Even though Kansas has lost six of its last seven baseball games, the Jayhawks are well positioned to make a late season run.
For the last two weeks Kansas baseball has figuratively been slogging through the valley of death. All of the Jayhawk's last seven games were against top-15 opponents, all on the road. The schedule lightens tonight when KU faces Missouri at neutral Kauffman Stadium. After the Border Showdown the remaining schedule favors the Hawks almost nightly. Kansas has nine more conference games to play - seven of which will be at Hoglund where KU has a 3-3 conference record so far this year.
This weekend KU hosts a very beatable Oklahoma squad. The following weekend Missouri comes to town. After starting the season looking like one of the best teams in the nation the Tigers are now well into their annual late season slide. Why does this happen to Missouri almost every year? Opponents exposed Missouri's thin bullpen, inconsistent offense and suspect defense over the last month. The losses dropped Missouri from a high water mark of a #2 national ranking to their present unranked status as a 9-9 Big-12 team. Missouri's starting rotation makes them very dangerous on the weekends but clearly, as a team, they are not at the same level as A&M, Nebraska and Oklahoma State. Kansas can beat Missouri next weekend. The final KU conference series is with in-state rival Kansas State. The Wildcat's entered the season with high expectations but have struggled almost as much as the Jayhawks, evidenced by their 6-12 conference record. The first of the three games will be played at Hoglund, the final two in Manhattan.
If KU can win five of these nine games, and there is no reason they cannot do this, the Jayhawks most likely will finish the year ranked #7 or #8 in the Big-12 and earn an invite to the conference tournament. Any team can emerge from Oklahoma City with an NCAA auto bid. I know Kansas has the roster to be dangerous at Bricktown this year.
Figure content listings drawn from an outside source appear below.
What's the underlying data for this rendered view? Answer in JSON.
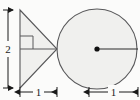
{
  "figure": {
    "background_color": "#fbfbfa",
    "shape_fill_color": "#f0f0ee",
    "stroke_color": "#58585a",
    "label_color": "#1a1a1a",
    "shapes": {
      "triangle": {
        "name": "right triangle",
        "vertices": "(20,10) (20,88) (57,49)",
        "height_label": "2",
        "base_label": "1",
        "right_angle_marker": true
      },
      "circle": {
        "name": "circle",
        "center_x": 97,
        "center_y": 49,
        "radius": 40,
        "radius_label": "1",
        "center_dot": true,
        "radius_line": true
      }
    },
    "dimensions": [
      {
        "id": "height",
        "label": "2",
        "orientation": "vertical",
        "position": "left"
      },
      {
        "id": "triangle-base",
        "label": "1",
        "orientation": "horizontal",
        "position": "bottom-left"
      },
      {
        "id": "circle-radius",
        "label": "1",
        "orientation": "horizontal",
        "position": "bottom-right"
      }
    ]
  }
}
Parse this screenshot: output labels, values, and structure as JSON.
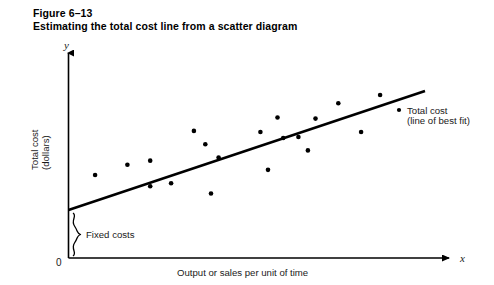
{
  "figure": {
    "number_label": "Figure 6–13",
    "caption": "Estimating the total cost line from a scatter diagram"
  },
  "axes": {
    "y_letter": "y",
    "x_letter": "x",
    "origin_label": "0",
    "y_title_line1": "Total cost",
    "y_title_line2": "(dollars)",
    "x_title": "Output or sales per unit of time"
  },
  "annotations": {
    "fixed_costs": "Fixed costs",
    "series_label_line1": "Total cost",
    "series_label_line2": "(line of best fit)"
  },
  "colors": {
    "ink": "#000000",
    "text": "#1a1a1a",
    "background": "#ffffff"
  },
  "chart_data": {
    "type": "scatter",
    "title": "Estimating the total cost line from a scatter diagram",
    "xlabel": "Output or sales per unit of time",
    "ylabel": "Total cost (dollars)",
    "xlim": [
      0,
      100
    ],
    "ylim": [
      0,
      100
    ],
    "grid": false,
    "legend_position": "right",
    "axis_style": "arrow",
    "points": [
      {
        "x": 7.0,
        "y": 40.5
      },
      {
        "x": 15.5,
        "y": 45.5
      },
      {
        "x": 21.5,
        "y": 47.5
      },
      {
        "x": 21.5,
        "y": 35.0
      },
      {
        "x": 27.0,
        "y": 36.5
      },
      {
        "x": 33.0,
        "y": 62.0
      },
      {
        "x": 36.0,
        "y": 55.5
      },
      {
        "x": 37.5,
        "y": 31.5
      },
      {
        "x": 39.5,
        "y": 49.0
      },
      {
        "x": 50.5,
        "y": 61.5
      },
      {
        "x": 52.5,
        "y": 43.0
      },
      {
        "x": 55.0,
        "y": 68.5
      },
      {
        "x": 56.5,
        "y": 58.5
      },
      {
        "x": 60.5,
        "y": 59.0
      },
      {
        "x": 63.0,
        "y": 52.5
      },
      {
        "x": 65.0,
        "y": 68.0
      },
      {
        "x": 71.0,
        "y": 75.5
      },
      {
        "x": 77.0,
        "y": 61.5
      },
      {
        "x": 82.0,
        "y": 79.5
      }
    ],
    "series": [
      {
        "name": "Total cost (line of best fit)",
        "type": "line",
        "fit": "best-fit",
        "intercept_y": 31.0,
        "endpoint_y": 81.0,
        "x_start": 0,
        "x_end": 89
      }
    ],
    "callouts": [
      {
        "label": "Fixed costs",
        "kind": "brace",
        "from_y": 0,
        "to_y": 31.0
      },
      {
        "label": "Total cost (line of best fit)",
        "kind": "legend-dot"
      }
    ]
  }
}
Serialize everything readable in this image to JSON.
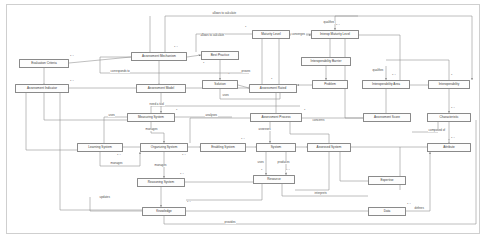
{
  "diagram": {
    "type": "uml-class-diagram",
    "width": 486,
    "height": 238,
    "line_color": "#8a8a8a",
    "node_fill": "#fdfdfd",
    "text_color": "#3a3a3a"
  },
  "nodes": [
    {
      "id": "evaluation-criteria",
      "label": "Evaluation Criteria",
      "x": 19,
      "y": 59,
      "w": 50,
      "h": 9
    },
    {
      "id": "assessment-indicator",
      "label": "Assessment Indicator",
      "x": 15,
      "y": 84,
      "w": 54,
      "h": 9
    },
    {
      "id": "assessment-mechanism",
      "label": "Assessment Mechanism",
      "x": 131,
      "y": 52,
      "w": 56,
      "h": 9
    },
    {
      "id": "assessment-model",
      "label": "Assessment Model",
      "x": 136,
      "y": 84,
      "w": 50,
      "h": 9
    },
    {
      "id": "best-practice",
      "label": "Best Practice",
      "x": 201,
      "y": 51,
      "w": 38,
      "h": 9
    },
    {
      "id": "solution",
      "label": "Solution",
      "x": 202,
      "y": 80,
      "w": 36,
      "h": 9
    },
    {
      "id": "maturity-level",
      "label": "Maturity Level",
      "x": 252,
      "y": 30,
      "w": 38,
      "h": 9
    },
    {
      "id": "interop-maturity-level",
      "label": "Interop Maturity Level",
      "x": 311,
      "y": 30,
      "w": 48,
      "h": 9
    },
    {
      "id": "interoperability-barrier",
      "label": "Interoperability Barrier",
      "x": 301,
      "y": 57,
      "w": 50,
      "h": 9
    },
    {
      "id": "assessment-rated",
      "label": "Assessment Rated",
      "x": 249,
      "y": 84,
      "w": 48,
      "h": 9
    },
    {
      "id": "problem",
      "label": "Problem",
      "x": 312,
      "y": 80,
      "w": 36,
      "h": 9
    },
    {
      "id": "interoperability-area",
      "label": "Interoperability Area",
      "x": 362,
      "y": 80,
      "w": 48,
      "h": 9
    },
    {
      "id": "interoperability",
      "label": "Interoperability",
      "x": 428,
      "y": 80,
      "w": 42,
      "h": 9
    },
    {
      "id": "measuring-system",
      "label": "Measuring System",
      "x": 127,
      "y": 113,
      "w": 48,
      "h": 9
    },
    {
      "id": "assessment-process",
      "label": "Assessment Process",
      "x": 250,
      "y": 113,
      "w": 52,
      "h": 9
    },
    {
      "id": "assessment-score",
      "label": "Assessment Score",
      "x": 363,
      "y": 113,
      "w": 48,
      "h": 9
    },
    {
      "id": "characteristic",
      "label": "Characteristic",
      "x": 427,
      "y": 113,
      "w": 44,
      "h": 9
    },
    {
      "id": "learning-system",
      "label": "Learning System",
      "x": 77,
      "y": 143,
      "w": 46,
      "h": 9
    },
    {
      "id": "organizing-system",
      "label": "Organizing System",
      "x": 140,
      "y": 143,
      "w": 48,
      "h": 9
    },
    {
      "id": "enabling-system",
      "label": "Enabling System",
      "x": 200,
      "y": 143,
      "w": 46,
      "h": 9
    },
    {
      "id": "system",
      "label": "System",
      "x": 256,
      "y": 143,
      "w": 40,
      "h": 9
    },
    {
      "id": "assessed-system",
      "label": "Assessed System",
      "x": 307,
      "y": 143,
      "w": 44,
      "h": 9
    },
    {
      "id": "attribute",
      "label": "Attribute",
      "x": 427,
      "y": 143,
      "w": 44,
      "h": 9
    },
    {
      "id": "reasoning-system",
      "label": "Reasoning System",
      "x": 137,
      "y": 178,
      "w": 48,
      "h": 9
    },
    {
      "id": "resource",
      "label": "Resource",
      "x": 253,
      "y": 175,
      "w": 42,
      "h": 9
    },
    {
      "id": "expertise",
      "label": "Expertise",
      "x": 368,
      "y": 176,
      "w": 38,
      "h": 9
    },
    {
      "id": "knowledge",
      "label": "Knowledge",
      "x": 142,
      "y": 207,
      "w": 44,
      "h": 9
    },
    {
      "id": "data",
      "label": "Data",
      "x": 368,
      "y": 207,
      "w": 38,
      "h": 9
    }
  ],
  "edge_labels": [
    {
      "id": "allows-to-calculate-top",
      "text": "allows to calculate",
      "x": 212,
      "y": 12
    },
    {
      "id": "allows-to-calculate-mid",
      "text": "allows to calculate",
      "x": 200,
      "y": 34
    },
    {
      "id": "qualifies-top",
      "text": "qualifies",
      "x": 323,
      "y": 21
    },
    {
      "id": "corresponds-to",
      "text": "corresponds to",
      "x": 110,
      "y": 73
    },
    {
      "id": "converges",
      "text": "converges",
      "x": 293,
      "y": 33
    },
    {
      "id": "proves",
      "text": "proves",
      "x": 243,
      "y": 72
    },
    {
      "id": "uses-solution",
      "text": "uses",
      "x": 226,
      "y": 94
    },
    {
      "id": "qualifies-area",
      "text": "qualifies",
      "x": 374,
      "y": 70
    },
    {
      "id": "need-a-tool",
      "text": "need a tool",
      "x": 151,
      "y": 106
    },
    {
      "id": "uses-measuring",
      "text": "uses",
      "x": 108,
      "y": 113
    },
    {
      "id": "analyses",
      "text": "analyses",
      "x": 228,
      "y": 127
    },
    {
      "id": "concerns",
      "text": "concerns",
      "x": 316,
      "y": 119
    },
    {
      "id": "assesses",
      "text": "assesses",
      "x": 262,
      "y": 129
    },
    {
      "id": "manages-organizing",
      "text": "manages",
      "x": 147,
      "y": 129
    },
    {
      "id": "manages-learning",
      "text": "manages",
      "x": 113,
      "y": 163
    },
    {
      "id": "manages-reasoning",
      "text": "manages",
      "x": 156,
      "y": 166
    },
    {
      "id": "uses-system",
      "text": "uses",
      "x": 260,
      "y": 162
    },
    {
      "id": "produces",
      "text": "produces",
      "x": 281,
      "y": 162
    },
    {
      "id": "composed-of",
      "text": "composed of",
      "x": 430,
      "y": 130
    },
    {
      "id": "interprets",
      "text": "interprets",
      "x": 318,
      "y": 196
    },
    {
      "id": "updates",
      "text": "updates",
      "x": 103,
      "y": 197
    },
    {
      "id": "defines",
      "text": "defines",
      "x": 419,
      "y": 208
    },
    {
      "id": "provides-bottom",
      "text": "provides",
      "x": 230,
      "y": 224
    }
  ],
  "multiplicities": [
    {
      "id": "m-ec-r",
      "text": "1..*",
      "x": 70,
      "y": 56
    },
    {
      "id": "m-ai-r",
      "text": "1..*",
      "x": 70,
      "y": 81
    },
    {
      "id": "m-am-t",
      "text": "1..*",
      "x": 176,
      "y": 47
    },
    {
      "id": "m-bp-b",
      "text": "1",
      "x": 204,
      "y": 63
    },
    {
      "id": "m-sol-t",
      "text": "1",
      "x": 229,
      "y": 74
    },
    {
      "id": "m-ml-l",
      "text": "1",
      "x": 246,
      "y": 27
    },
    {
      "id": "m-iml-t",
      "text": "1..*",
      "x": 337,
      "y": 24
    },
    {
      "id": "m-ar-t",
      "text": "1",
      "x": 272,
      "y": 79
    },
    {
      "id": "m-ia-t",
      "text": "1..*",
      "x": 393,
      "y": 75
    },
    {
      "id": "m-int-t",
      "text": "1",
      "x": 452,
      "y": 75
    },
    {
      "id": "m-ms-r",
      "text": "1",
      "x": 177,
      "y": 110
    },
    {
      "id": "m-ap-r",
      "text": "1",
      "x": 305,
      "y": 110
    },
    {
      "id": "m-ch-t",
      "text": "1..*",
      "x": 452,
      "y": 108
    },
    {
      "id": "m-attr-t",
      "text": "1..*",
      "x": 452,
      "y": 138
    },
    {
      "id": "m-ls-b",
      "text": "1..*",
      "x": 118,
      "y": 155
    },
    {
      "id": "m-os-b",
      "text": "1..*",
      "x": 183,
      "y": 155
    },
    {
      "id": "m-es-t",
      "text": "1..*",
      "x": 242,
      "y": 139
    },
    {
      "id": "m-sys-b",
      "text": "1",
      "x": 262,
      "y": 170
    },
    {
      "id": "m-res-b",
      "text": "1..*",
      "x": 287,
      "y": 170
    },
    {
      "id": "m-rs-t",
      "text": "1..*",
      "x": 181,
      "y": 174
    },
    {
      "id": "m-kn-t",
      "text": "1..*",
      "x": 188,
      "y": 202
    },
    {
      "id": "m-data-r",
      "text": "1..*",
      "x": 408,
      "y": 204
    }
  ]
}
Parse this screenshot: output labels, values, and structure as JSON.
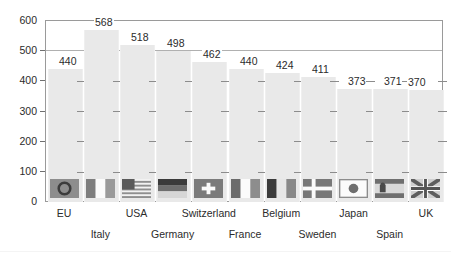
{
  "chart_data": {
    "type": "bar",
    "title": "",
    "subtitle": "",
    "xlabel": "",
    "ylabel": "",
    "ylim": [
      0,
      600
    ],
    "y_ticks": [
      0,
      100,
      200,
      300,
      400,
      500,
      600
    ],
    "grid": true,
    "legend": "none",
    "label_rows": [
      0,
      1,
      0,
      1,
      0,
      1,
      0,
      1,
      0,
      1,
      0
    ],
    "categories": [
      "EU",
      "Italy",
      "USA",
      "Germany",
      "Switzerland",
      "France",
      "Belgium",
      "Sweden",
      "Japan",
      "Spain",
      "UK"
    ],
    "values": [
      440,
      568,
      518,
      498,
      462,
      440,
      424,
      411,
      373,
      371,
      370
    ],
    "flags": [
      "flag-eu-icon",
      "flag-italy-icon",
      "flag-usa-icon",
      "flag-germany-icon",
      "flag-switzerland-icon",
      "flag-france-icon",
      "flag-belgium-icon",
      "flag-sweden-icon",
      "flag-japan-icon",
      "flag-spain-icon",
      "flag-uk-icon"
    ]
  },
  "colors": {
    "bar_fill": "#e9e9e9",
    "grid": "#b0b0b0",
    "frame": "#9a9a9a",
    "text": "#2b2b2b",
    "background": "#ffffff"
  },
  "y_tick_labels": [
    "600",
    "500",
    "400",
    "300",
    "200",
    "100",
    "0"
  ]
}
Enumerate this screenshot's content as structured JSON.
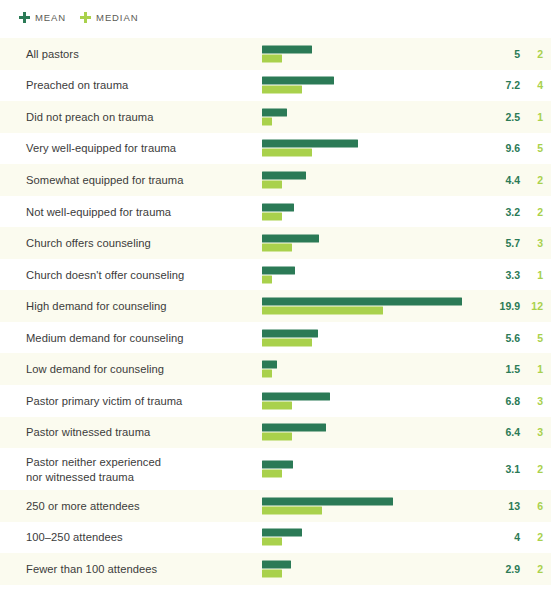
{
  "legend": {
    "items": [
      {
        "label": "MEAN",
        "color": "#2b7a56",
        "icon": "plus-marker-icon"
      },
      {
        "label": "MEDIAN",
        "color": "#a9d14c",
        "icon": "plus-marker-icon"
      }
    ]
  },
  "colors": {
    "mean": "#2b7a56",
    "median": "#a9d14c",
    "stripe": "#fbfbef",
    "background": "#ffffff",
    "label_text": "#3b3b3b",
    "legend_text": "#5b5b55"
  },
  "chart_data": {
    "type": "bar",
    "title": "",
    "subtitle": "",
    "xlabel": "",
    "ylabel": "",
    "orientation": "horizontal",
    "grid": false,
    "legend_position": "top-left",
    "xlim": [
      0,
      19.9
    ],
    "px_per_unit": 10.05,
    "categories": [
      "All pastors",
      "Preached on trauma",
      "Did not preach on trauma",
      "Very well-equipped for trauma",
      "Somewhat equipped for trauma",
      "Not well-equipped for trauma",
      "Church offers counseling",
      "Church doesn't offer counseling",
      "High demand for counseling",
      "Medium demand for counseling",
      "Low demand for counseling",
      "Pastor primary victim of trauma",
      "Pastor witnessed trauma",
      "Pastor neither experienced\nnor witnessed trauma",
      "250 or more attendees",
      "100–250 attendees",
      "Fewer than 100 attendees"
    ],
    "series": [
      {
        "name": "MEAN",
        "color": "#2b7a56",
        "values": [
          5,
          7.2,
          2.5,
          9.6,
          4.4,
          3.2,
          5.7,
          3.3,
          19.9,
          5.6,
          1.5,
          6.8,
          6.4,
          3.1,
          13,
          4,
          2.9
        ]
      },
      {
        "name": "MEDIAN",
        "color": "#a9d14c",
        "values": [
          2,
          4,
          1,
          5,
          2,
          2,
          3,
          1,
          12,
          5,
          1,
          3,
          3,
          2,
          6,
          2,
          2
        ]
      }
    ],
    "value_labels": {
      "mean": [
        "5",
        "7.2",
        "2.5",
        "9.6",
        "4.4",
        "3.2",
        "5.7",
        "3.3",
        "19.9",
        "5.6",
        "1.5",
        "6.8",
        "6.4",
        "3.1",
        "13",
        "4",
        "2.9"
      ],
      "median": [
        "2",
        "4",
        "1",
        "5",
        "2",
        "2",
        "3",
        "1",
        "12",
        "5",
        "1",
        "3",
        "3",
        "2",
        "6",
        "2",
        "2"
      ]
    }
  }
}
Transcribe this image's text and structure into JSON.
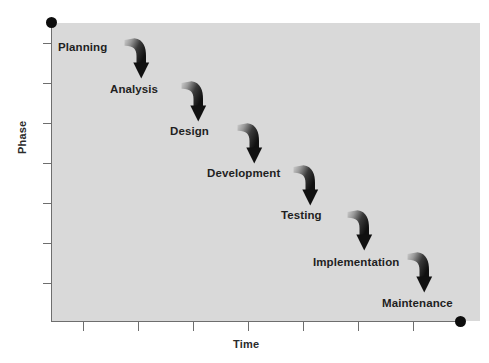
{
  "figure": {
    "title": "",
    "background_color": "#ffffff",
    "plot_background_color": "#d9d9d9",
    "axis_color": "#6e6e6e",
    "marker_color": "#0d0d0d",
    "label_color": "#1f1f1f"
  },
  "axes": {
    "y_title": "Phase",
    "x_title": "Time",
    "y_ticks": 7,
    "x_ticks": 7,
    "y_endpoint_marker": "axis-end-dot",
    "x_endpoint_marker": "axis-end-dot"
  },
  "chart_data": {
    "type": "scatter",
    "title": "",
    "xlabel": "Time",
    "ylabel": "Phase",
    "grid": false,
    "legend": null,
    "categories": [
      "Planning",
      "Analysis",
      "Design",
      "Development",
      "Testing",
      "Implementation",
      "Maintenance"
    ],
    "x": [
      1,
      2,
      3,
      4,
      5,
      6,
      7
    ],
    "values": [
      7,
      6,
      5,
      4,
      3,
      2,
      1
    ],
    "xlim": [
      0,
      8
    ],
    "ylim": [
      0,
      8
    ],
    "annotations": [
      "Planning",
      "Analysis",
      "Design",
      "Development",
      "Testing",
      "Implementation",
      "Maintenance"
    ],
    "connector_count": 6,
    "connector_type": "curved-down-arrow"
  },
  "phases": [
    {
      "label": "Planning",
      "left": 58,
      "top": 41
    },
    {
      "label": "Analysis",
      "left": 110,
      "top": 83
    },
    {
      "label": "Design",
      "left": 170,
      "top": 125
    },
    {
      "label": "Development",
      "left": 207,
      "top": 167
    },
    {
      "label": "Testing",
      "left": 281,
      "top": 209
    },
    {
      "label": "Implementation",
      "left": 313,
      "top": 256
    },
    {
      "label": "Maintenance",
      "left": 382,
      "top": 297
    }
  ],
  "arrows": [
    {
      "name": "arrow-planning-to-analysis",
      "left": 121,
      "top": 36
    },
    {
      "name": "arrow-analysis-to-design",
      "left": 178,
      "top": 79
    },
    {
      "name": "arrow-design-to-development",
      "left": 234,
      "top": 121
    },
    {
      "name": "arrow-development-to-testing",
      "left": 290,
      "top": 163
    },
    {
      "name": "arrow-testing-to-implementation",
      "left": 344,
      "top": 208
    },
    {
      "name": "arrow-implementation-to-maintenance",
      "left": 404,
      "top": 250
    }
  ],
  "y_tick_positions": [
    43,
    83,
    123,
    163,
    203,
    243,
    283
  ],
  "x_tick_positions": [
    83,
    138,
    193,
    248,
    303,
    358,
    413
  ]
}
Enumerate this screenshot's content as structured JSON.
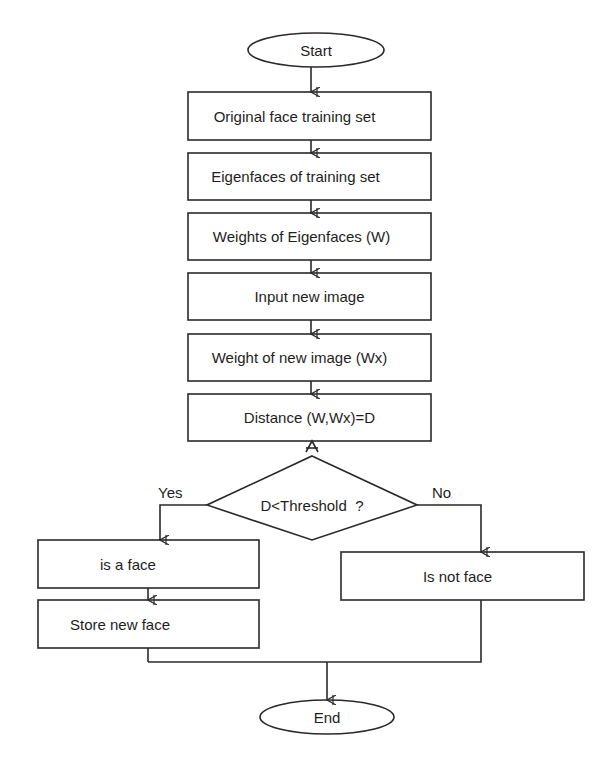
{
  "diagram": {
    "type": "flowchart",
    "nodes": {
      "start": {
        "label": "Start",
        "shape": "terminator"
      },
      "original_set": {
        "label": "Original face training set",
        "shape": "process"
      },
      "eigenfaces": {
        "label": "Eigenfaces of training set",
        "shape": "process"
      },
      "weights": {
        "label": "Weights of Eigenfaces (W)",
        "shape": "process"
      },
      "input_image": {
        "label": "Input new image",
        "shape": "process"
      },
      "weight_new": {
        "label": "Weight of new image (Wx)",
        "shape": "process"
      },
      "distance": {
        "label": "Distance (W,Wx)=D",
        "shape": "process"
      },
      "decision": {
        "label": "D<Threshold  ?",
        "shape": "decision"
      },
      "is_face": {
        "label": "is a face",
        "shape": "process"
      },
      "store_face": {
        "label": "Store new face",
        "shape": "process"
      },
      "not_face": {
        "label": "Is not face",
        "shape": "process"
      },
      "end": {
        "label": "End",
        "shape": "terminator"
      }
    },
    "edge_labels": {
      "yes": "Yes",
      "no": "No"
    },
    "edges": [
      {
        "from": "start",
        "to": "original_set"
      },
      {
        "from": "original_set",
        "to": "eigenfaces"
      },
      {
        "from": "eigenfaces",
        "to": "weights"
      },
      {
        "from": "weights",
        "to": "input_image"
      },
      {
        "from": "input_image",
        "to": "weight_new"
      },
      {
        "from": "weight_new",
        "to": "distance"
      },
      {
        "from": "decision",
        "to": "distance"
      },
      {
        "from": "decision",
        "to": "is_face",
        "label": "Yes"
      },
      {
        "from": "decision",
        "to": "not_face",
        "label": "No"
      },
      {
        "from": "is_face",
        "to": "store_face"
      },
      {
        "from": "store_face",
        "to": "end"
      },
      {
        "from": "not_face",
        "to": "end"
      }
    ],
    "colors": {
      "stroke": "#2a2a2a",
      "text": "#1e1e1e",
      "background": "#ffffff"
    }
  }
}
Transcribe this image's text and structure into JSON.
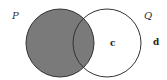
{
  "diagram": {
    "type": "venn",
    "sets": [
      {
        "name": "P",
        "label": "P",
        "shaded": true
      },
      {
        "name": "Q",
        "label": "Q",
        "shaded": false
      }
    ],
    "elements": [
      {
        "label": "c",
        "region": "Q only"
      },
      {
        "label": "d",
        "region": "outside both"
      }
    ],
    "shaded_region": "P",
    "colors": {
      "shade": "#7a7a7a",
      "outline": "#333333",
      "background": "#ffffff"
    }
  }
}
After tonight's game with Missouri the only remaining non-conference game is on Wednesday, May 7th when Oral Roberts visits Lawrence. ORU fields a great team and this should be an exciting games - but the outcome will not effect KU's standing. The Hawks have no chance of earning an NCAA at-large invitation. The team making the post-season entirely depends on what happens during the conference match-ups.
Also please note, Wednesday afternoon game with Ottawa University was cancelled due to a large number of academic conflicts. Kansas had five NCAA games rained out this season. Coach Price was only able to add two NAIA games as replacements. The late arriving Kansas spring and Midwest geography are two of KU baseball's most hated opponents.